AT&T hikes private-line prices by up to 12%
7/27/98
By David Rohde
AT&T last week increased private-line prices across-the-board, putting new pressure on users to examine sharednetwork alternatives, such as frame relay.
As with other AT&T price hikes over the past two years, the increases were more severe at higher bandwidth levels. The carrier jacked up the prices of its long-distance T-3 and T-1 leased lines by 12% and 6%, respectively.
AT&T also increased its local channel rates but by lesser amounts, such as 3% for T-1 access lines (see graphic). These local-channel services, sometimes known as "Tariff 11," involve AT&T buying dedicated access lines from local carriers and passing the cost on to users.
Rate increases will vary based on the origination and termination points of individual AT&T private lines. But most customers will get hit with price increases that fall somewhere between the maximum long-distance and local circuit rate increases.
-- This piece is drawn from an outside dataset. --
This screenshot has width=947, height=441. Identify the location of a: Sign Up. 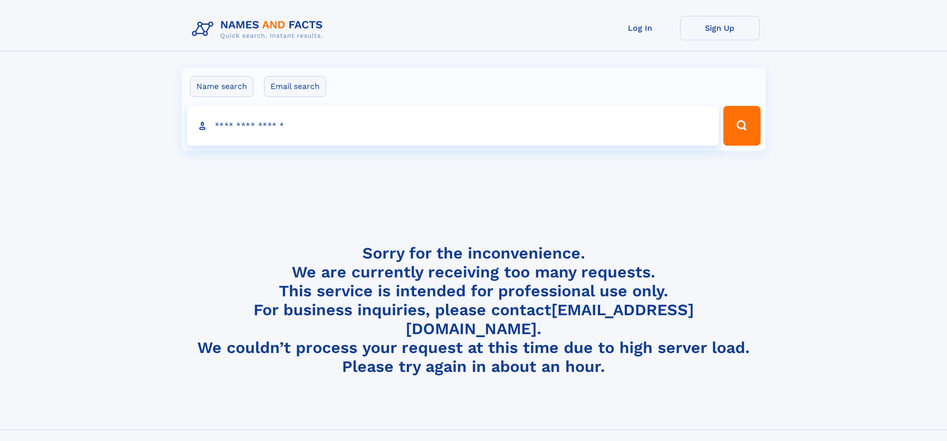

For example, a Seattle-to-San Diego T-1 line that previously cost $10,211 per month end-to-end, now costs $10,744 per month, a 5.2% increase. A Philadelphia-to-Baltimore T-1 rose from $5,990 to $6,276, a 4.8% increase.
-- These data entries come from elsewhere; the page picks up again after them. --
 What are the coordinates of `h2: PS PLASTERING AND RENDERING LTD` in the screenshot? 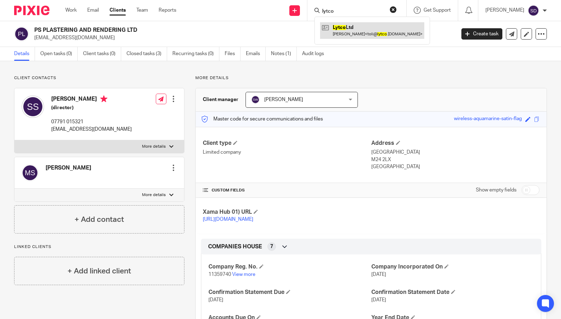 It's located at (201, 30).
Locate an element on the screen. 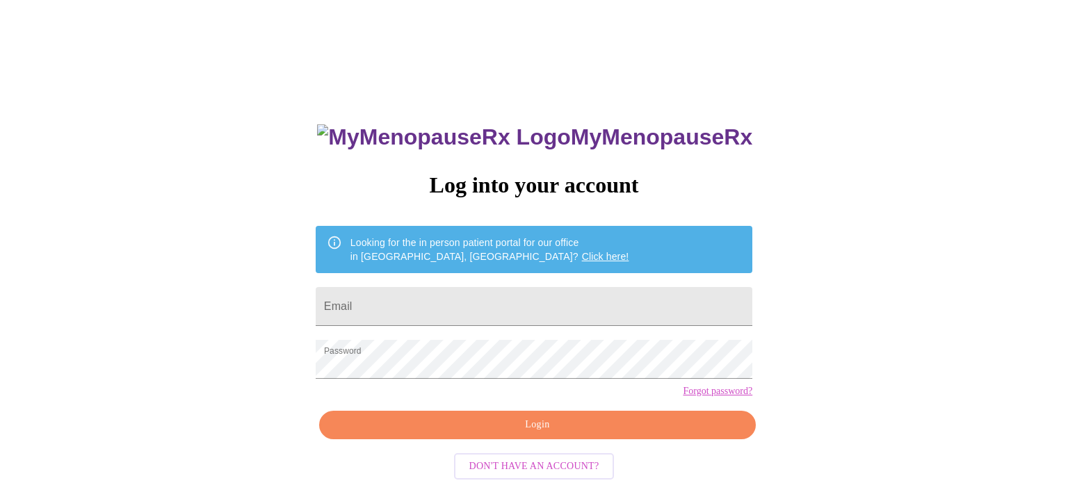 This screenshot has height=483, width=1068. button: Login is located at coordinates (538, 425).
Analyst Tom Nolle, president of CIMI Corp., a Voorhees, N.J., consulting firm, said AT&T needed to raise private-line prices to keep encouraging new users to move to frame relay. With network capacity tight, AT&T and other carriers are keen to shift traffic to frame relay and other shared networks that don't permanently tie up paths for each user, he said.
Frame relay race
The problem for carriers is that recent enhancements to frame relay services throughout the industry have effectively raised frame relay's cost, bringing frame and private lines closer in price and discouraging user migration.
For example, AT&T and other carriers now frequently require users to buy or lease enhanced DSUs/CSUs to measure performance if they want a strict frame relay service-level agreement.
Those arrangements have raised frame relay's cost back to within 25% of the cost of private lines, Nolle said. And users need at least that much in savings to make the switch from private lines to frame relay. "A number of carriers have told me that the rate of frame relay adoption is slowing," he said.
The steeper rate increase for T-3 lines is meant to discourage resellers and other carriers from attempting to buy AT&T capacity, which has been in short supply, and use the lines to support their own services.
"AT&T has to be very careful to look at their price of raw digital bandwidth," Nolle said. "If it's too low that creates an arbitrage opportunity for competitors who can buy it up and convert it to frame relay or IP bandwidth."
For AT&T's part, the carrier said it needs the extra revenue to pay for its Synchronous Optical Network (SONET) and ATM network upgrades in a program collectively known as Fast Automated Restoral (FASTAR) II.
FASTAR's original version several years ago provided five-minute restoral of physical line breaks rather than the millisecond-restoral capability of SONET rings.